TV network brought back Jimmy Kimmel Live Tuesday night. The home builders sold a lot of newly
built homes last month. New home sales soared 20% in August to a three-year high. Home builders
cut their prices and brought down mortgage rates for buyers. Really quite something, 800,000 up 20%
month to month in August. These numbers are based on sign contracts. So people out shopping in August,
when the 30-year fix had not started its steep drop that we saw in September. So,
It was well over the high 6% range.
So this is a surprise.
Lanar's earnings last week, they said they're doing price cuts.
They're doing mortgage rate buy downs and other incentives.
The price of a new home sold was $413,500.
This is 4.7% above July.
It is a real surprise to see prices go up as well as sales go up.
Builders obviously making the push to get people in the door.
CNBC's Diana Oleg.
Today, the average rate on a 30-year home loan is now back up to almost 6.4.
4% according to Mortgage News Daily.
The NFL already looking at getting more money for the media rights to its games,
looking to renegotiate next year instead of in three years.
Here's CNBC's Alex Sherman.
The opt-out is not until the end of the 2029-30 season.
So that is when the NFL theoretically could get out of its current existing media contracts
with Paramount, which owns CBS, our own parent company, which owns NBC Universal,
Disney, Amazon, Fox.
From the league's perspective, they have seen recent sports media rights deals out there,
the NBA, the NHL come to mind, that have gotten huge annual revenue increases.
From the media company's standpoint, if they could do a deal earlier and lock up a few more years
of NFL football and maybe, in effect, box out some of the big tech companies that may want in,
that I think would be something that the media companies would want quite a bit.

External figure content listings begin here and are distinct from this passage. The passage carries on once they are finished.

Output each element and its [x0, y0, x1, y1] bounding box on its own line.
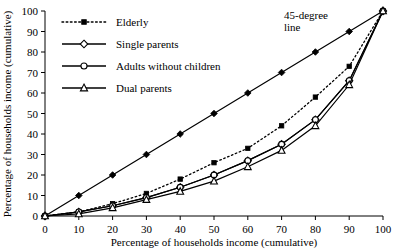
y-tick-label: 0	[33, 210, 39, 222]
y-axis-ticks: 0102030405060708090100	[22, 5, 46, 222]
y-tick-label: 90	[27, 26, 39, 38]
lorenz-curve-chart: 0102030405060708090100 01020304050607080…	[0, 0, 396, 250]
y-tick-label: 10	[27, 190, 39, 202]
series-45-degree-line	[42, 11, 383, 219]
annotation-line-2: line	[284, 21, 301, 33]
marker-filled-square	[279, 124, 283, 128]
marker-filled-diamond	[346, 28, 353, 35]
marker-filled-diamond	[278, 69, 285, 76]
y-tick-label: 50	[27, 108, 39, 120]
legend-item-label: Single parents	[116, 38, 179, 50]
marker-filled-diamond	[143, 151, 150, 158]
x-tick-label: 60	[242, 223, 254, 235]
marker-open-circle	[81, 63, 87, 69]
marker-filled-diamond	[76, 192, 83, 199]
chart-legend: ElderlySingle parentsAdults without chil…	[62, 16, 221, 94]
x-tick-label: 20	[107, 223, 119, 235]
legend-item-adults-without-children[interactable]: Adults without children	[62, 60, 221, 72]
marker-filled-square	[347, 64, 351, 68]
marker-filled-diamond	[109, 172, 116, 179]
marker-filled-diamond	[312, 49, 319, 56]
y-tick-label: 60	[27, 87, 39, 99]
annotation-45-degree-line: 45-degree line	[284, 9, 328, 33]
x-tick-label: 70	[276, 223, 288, 235]
x-tick-label: 90	[344, 223, 356, 235]
y-tick-label: 80	[27, 46, 39, 58]
legend-item-label: Dual parents	[116, 82, 172, 94]
marker-filled-square	[246, 146, 250, 150]
legend-item-single-parents[interactable]: Single parents	[62, 38, 179, 50]
x-tick-label: 100	[375, 223, 392, 235]
marker-filled-diamond	[211, 110, 218, 117]
legend-item-dual-parents[interactable]: Dual parents	[62, 82, 172, 94]
x-tick-label: 30	[141, 223, 153, 235]
marker-filled-square	[212, 161, 216, 165]
y-axis-title: Percentage of households income (cumulat…	[1, 10, 14, 217]
legend-item-label: Adults without children	[116, 60, 221, 72]
x-tick-label: 10	[73, 223, 85, 235]
y-tick-label: 30	[27, 149, 39, 161]
marker-open-diamond	[80, 40, 88, 48]
marker-filled-diamond	[245, 90, 252, 97]
x-axis-title: Percentage of households income (cumulat…	[111, 236, 318, 249]
marker-open-triangle	[244, 163, 251, 169]
marker-filled-square	[313, 95, 317, 99]
x-tick-label: 0	[42, 223, 48, 235]
y-tick-label: 70	[27, 67, 39, 79]
marker-filled-square	[82, 20, 87, 25]
marker-open-triangle	[278, 147, 285, 153]
x-tick-label: 80	[310, 223, 322, 235]
y-tick-label: 40	[27, 128, 39, 140]
y-tick-label: 100	[22, 5, 39, 17]
x-tick-label: 50	[209, 223, 221, 235]
legend-item-label: Elderly	[116, 16, 149, 28]
marker-filled-square	[178, 177, 182, 181]
chart-plot-area: 0102030405060708090100 01020304050607080…	[0, 0, 396, 250]
marker-filled-diamond	[177, 131, 184, 138]
series-layer	[41, 7, 386, 219]
x-tick-label: 40	[175, 223, 187, 235]
x-axis-ticks: 0102030405060708090100	[42, 216, 392, 235]
y-tick-label: 20	[27, 169, 39, 181]
annotation-line-1: 45-degree	[284, 9, 328, 21]
legend-item-elderly[interactable]: Elderly	[62, 16, 149, 28]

Honda, ending production of the Accura EV assembled by GM in the U.S., the Accura ZDX, and EVs in general are facing lower demand.

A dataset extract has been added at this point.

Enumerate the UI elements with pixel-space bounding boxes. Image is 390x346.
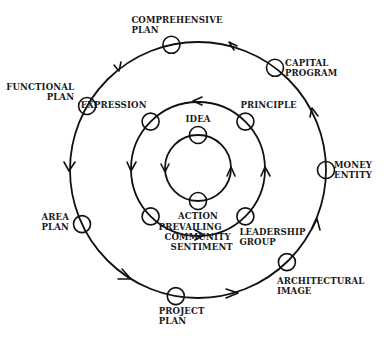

Production of that vehicle for the 2026 model year was supposed to start this month at GM's Spring Hill Assembly plant in Tennessee.
Disney, raising prices for the Disney Plus streaming service for the fourth year in a row and more.

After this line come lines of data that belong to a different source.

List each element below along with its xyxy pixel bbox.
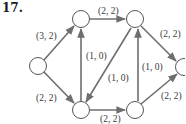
- node-d: [127, 102, 144, 119]
- label-b-t: (2, 2): [160, 29, 181, 40]
- node-a: [73, 11, 90, 28]
- edge-b-c: [86, 28, 131, 102]
- label-s-a: (3, 2): [36, 31, 57, 42]
- node-s: [30, 58, 47, 75]
- label-a-b: (2, 2): [98, 6, 119, 17]
- label-s-c: (2, 2): [36, 93, 57, 104]
- flow-network-diagram: (3, 2) (2, 2) (2, 2) (1, 0) (1, 0) (2, 2…: [0, 0, 185, 124]
- node-t: [176, 59, 186, 76]
- node-c: [73, 102, 90, 119]
- label-d-t: (2, 2): [161, 91, 182, 102]
- label-c-d: (2, 2): [100, 114, 121, 124]
- label-b-c: (1, 0): [108, 73, 129, 84]
- label-d-b: (1, 0): [142, 62, 163, 73]
- node-b: [127, 11, 144, 28]
- label-c-a: (1, 0): [86, 51, 107, 62]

Starting next month, the head-supported version of Disney Plus will increase by $2 to $11.99 per month.
but that free premium version will rise by $3 to $1899.
This marks the fourth-rate year Disney has raised prices.
The company says that Disney Plus, Hulu, and ESPN Plus, the entire bundle will also see price hikes.
CNBC's Frank Holland, Target opened its seasonal hiring portal Tuesday for people looking for holiday work.
While a new report finds that overall seasonal retail hiring could fall this year to its lowest level since 2009,
Placement firm Challenger, Gray, and Christmas says by this time last year, Target, Macy's, Burlington, Aldi, and Moore had already announced the number of seasonal workers they planned to hire, but this year, it's much slower.
On Thursday's watch list, earnings are coming from a biggie, Costco, plus CarMax, Accenture, and Blackberry.
We get durable goods orders numbers and a fresh read on U.S. economic growth with GDP numbers, gross domestic product.
We also find out how many people applied for unemployment.
benefits last week. Jessica Eddinger, CNBC.